Monday, October 6, 2008

Writing Exercise: Show 'N Tell

Recommended for High School and up Poetry & Non-fiction/Memoir
I took a wonderful class with Baltimore poet Kendra Kopelke a few years ago. One exercise she gave us – write down 50 early memories. You might use Michael Z Murphy’s “Show 'N Tell Disaster” to jog your memory or for inspiration. The first 10-20 items, easy! The next 10-20, more thought required. By the last 10, you’re reaching. That’s a good thing. (I've heard some writers extend the exercise to 100 memories.) You’ve done the show part. Put the list of 50 memories away for a few days. Then read it again. What’s on the list that makes you say, “Why the heck do I remember that?” Then tell us why.
Here's my response to the prompt:
Mountain, Log, Salt and Stone The mountain is taller than I, halfway to the ceiling of our new living room. This is how carpets are delivered, piled in long, round rolls. Put a penny in your mouth and you’ll smell them: acrid and heavy and new, sour and exciting. With my brother I skate over the wood floor in socks, try to crash the mountain of carpets. Climb it and we are king and queen of a log pile. We cannot fell or budge them, though their sandy undersides mark geometrics on our knees. These logs have no rot, no rings to mark the fire or flood. The disasters are all ahead of us. When Dad is away we eat fast food, French fries at the new stone hearth. In two years our brother – the child my mother is carrying – will bang his chin on this stone and nearly sever his tongue with his teeth. There will be blood on the rug, the salty taste of it in the air. But tonight the scent of salt and oil is good. Furniture is scant. We gather on the floor around the fire. The young painter stands by the window. He has stopped rolling the walls and joined us for dinner. My mother is somewhere in the room. The painter watches her. He has dark hair and the youthful, slender form my father has outgrown. I watch the way his mouth moves when he looks away from my mother. The muscles of his back are taut with longing. Less than ten years in this country, her accent still fits like an egg in her mouth. He is not the first to mistake her round, elegant vowels for virtue. I want her to take offense, to fire him. But she is as kind and inattentive to him as she is to anyone. Angry for her sake, I begin to love my mother with a viciousness the painter can’t know. I pull her to sit with us by the fire, meals spread on our knees, and let the warm salt dissolve on her tongue, until it burns there like a pungent kiss. Laura Shovan
“Mountain, Log, Salt and Stone” appeared in the Jewish Women’s Literary Annual, 2004, Volume 6. You can also find the poem in the new Maryland Writers Association Anthology, "New Lines from the Old Line State."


## Prompt:
Although the entries contain pictures, repeat only their words, exactly as written.

## Material to process:
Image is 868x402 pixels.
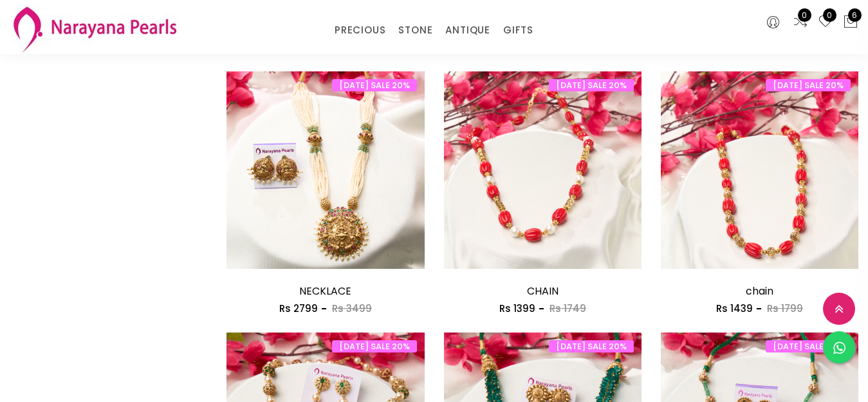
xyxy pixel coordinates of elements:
[333,341,417,352] span: [DATE] SALE 20%
[549,79,634,91] span: [DATE] SALE 20%
[766,79,851,91] span: [DATE] SALE 20%
[446,21,491,40] a: ANTIQUE
[823,8,837,22] span: 0
[527,283,559,298] a: CHAIN
[818,14,834,31] a: 0
[767,302,803,315] span: Rs 1799
[299,283,352,298] a: NECKLACE
[798,8,811,22] span: 0
[503,21,534,40] a: GIFTS
[843,14,859,31] button: 6
[550,302,586,315] span: Rs 1749
[746,283,774,298] a: chain
[848,8,862,22] span: 6
[335,21,386,40] a: PRECIOUS
[333,79,417,91] span: [DATE] SALE 20%
[398,21,432,40] a: STONE
[333,302,372,315] span: Rs 3499
[500,302,535,315] span: Rs 1399
[549,341,634,352] span: [DATE] SALE 20%
[793,14,808,31] a: 0
[766,341,851,352] span: [DATE] SALE 20%
[279,302,318,315] span: Rs 2799
[717,302,753,315] span: Rs 1439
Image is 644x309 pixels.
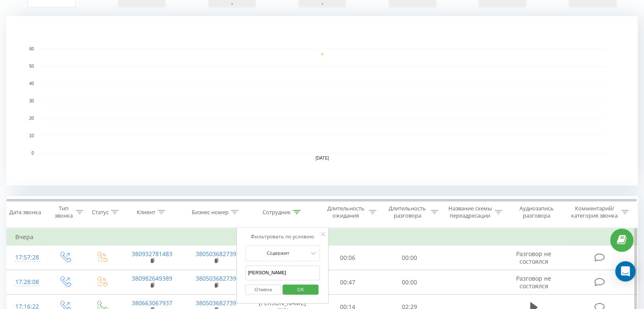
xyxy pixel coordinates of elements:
[516,274,551,290] span: Разговор не состоялся
[7,16,637,185] svg: A chart.
[317,246,378,270] td: 00:06
[448,205,492,220] div: Название схемы переадресации
[516,250,551,266] span: Разговор не состоялся
[324,205,367,220] div: Длительность ожидания
[245,232,320,241] div: Фильтровать по условию
[29,82,35,86] text: 40
[15,273,37,291] div: 17:28:08
[196,250,236,258] a: 380503682739
[54,205,73,220] div: Тип звонка
[245,284,281,295] button: Отмена
[289,283,313,296] span: OK
[378,270,440,295] td: 00:00
[29,47,35,51] text: 60
[196,298,236,307] a: 380503682739
[131,274,173,282] a: 380982649389
[316,155,329,160] text: [DATE]
[29,133,35,138] text: 10
[263,208,291,216] div: Сотрудник
[615,261,635,281] div: Open Intercom Messenger
[29,99,35,104] text: 30
[29,64,35,68] text: 50
[569,205,619,220] div: Комментарий/категория звонка
[10,208,41,216] div: Дата звонка
[92,208,108,216] div: Статус
[317,270,378,295] td: 00:47
[245,266,320,280] input: Введите значение
[7,228,637,246] td: Вчера
[136,208,155,216] div: Клиент
[512,205,561,220] div: Аудиозапись разговора
[32,151,34,155] text: 0
[29,116,35,121] text: 20
[192,208,228,216] div: Бизнес номер
[386,205,428,220] div: Длительность разговора
[282,284,319,295] button: OK
[15,250,37,266] div: 17:57:28
[131,298,173,307] a: 380663067937
[378,246,440,270] td: 00:00
[131,250,173,258] a: 380932781483
[196,274,236,282] a: 380503682739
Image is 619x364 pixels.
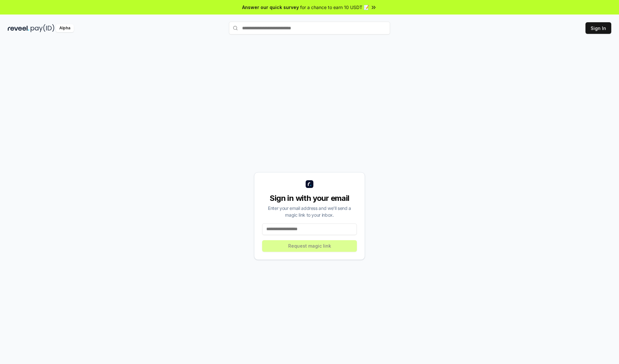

## Your response:
Image is 868x402 pixels.
xyxy pixel coordinates of elements:
[333,341,417,352] span: [DATE] SALE 20%
[549,79,634,91] span: [DATE] SALE 20%
[766,79,851,91] span: [DATE] SALE 20%
[446,21,491,40] a: ANTIQUE
[823,8,837,22] span: 0
[527,283,559,298] a: CHAIN
[818,14,834,31] a: 0
[767,302,803,315] span: Rs 1799
[299,283,352,298] a: NECKLACE
[798,8,811,22] span: 0
[503,21,534,40] a: GIFTS
[843,14,859,31] button: 6
[550,302,586,315] span: Rs 1749
[746,283,774,298] a: chain
[848,8,862,22] span: 6
[335,21,386,40] a: PRECIOUS
[333,79,417,91] span: [DATE] SALE 20%
[398,21,432,40] a: STONE
[333,302,372,315] span: Rs 3499
[500,302,535,315] span: Rs 1399
[549,341,634,352] span: [DATE] SALE 20%
[793,14,808,31] a: 0
[766,341,851,352] span: [DATE] SALE 20%
[279,302,318,315] span: Rs 2799
[717,302,753,315] span: Rs 1439
Image is 644x309 pixels.
xyxy pixel coordinates of elements:
[516,274,551,290] span: Разговор не состоялся
[7,16,637,185] svg: A chart.
[317,246,378,270] td: 00:06
[448,205,492,220] div: Название схемы переадресации
[516,250,551,266] span: Разговор не состоялся
[324,205,367,220] div: Длительность ожидания
[245,232,320,241] div: Фильтровать по условию
[29,82,35,86] text: 40
[15,273,37,291] div: 17:28:08
[196,250,236,258] a: 380503682739
[54,205,73,220] div: Тип звонка
[245,284,281,295] button: Отмена
[289,283,313,296] span: OK
[378,270,440,295] td: 00:00
[29,47,35,51] text: 60
[196,298,236,307] a: 380503682739
[131,274,173,282] a: 380982649389
[316,155,329,160] text: [DATE]
[29,133,35,138] text: 10
[263,208,291,216] div: Сотрудник
[615,261,635,281] div: Open Intercom Messenger
[29,99,35,104] text: 30
[29,64,35,68] text: 50
[569,205,619,220] div: Комментарий/категория звонка
[10,208,41,216] div: Дата звонка
[92,208,108,216] div: Статус
[317,270,378,295] td: 00:47
[245,266,320,280] input: Введите значение
[7,228,637,246] td: Вчера
[136,208,155,216] div: Клиент
[512,205,561,220] div: Аудиозапись разговора
[32,151,34,155] text: 0
[29,116,35,121] text: 20
[192,208,228,216] div: Бизнес номер
[386,205,428,220] div: Длительность разговора
[282,284,319,295] button: OK
[15,250,37,266] div: 17:57:28
[131,298,173,307] a: 380663067937
[378,246,440,270] td: 00:00
[131,250,173,258] a: 380932781483
[196,274,236,282] a: 380503682739
Image is 619x364 pixels.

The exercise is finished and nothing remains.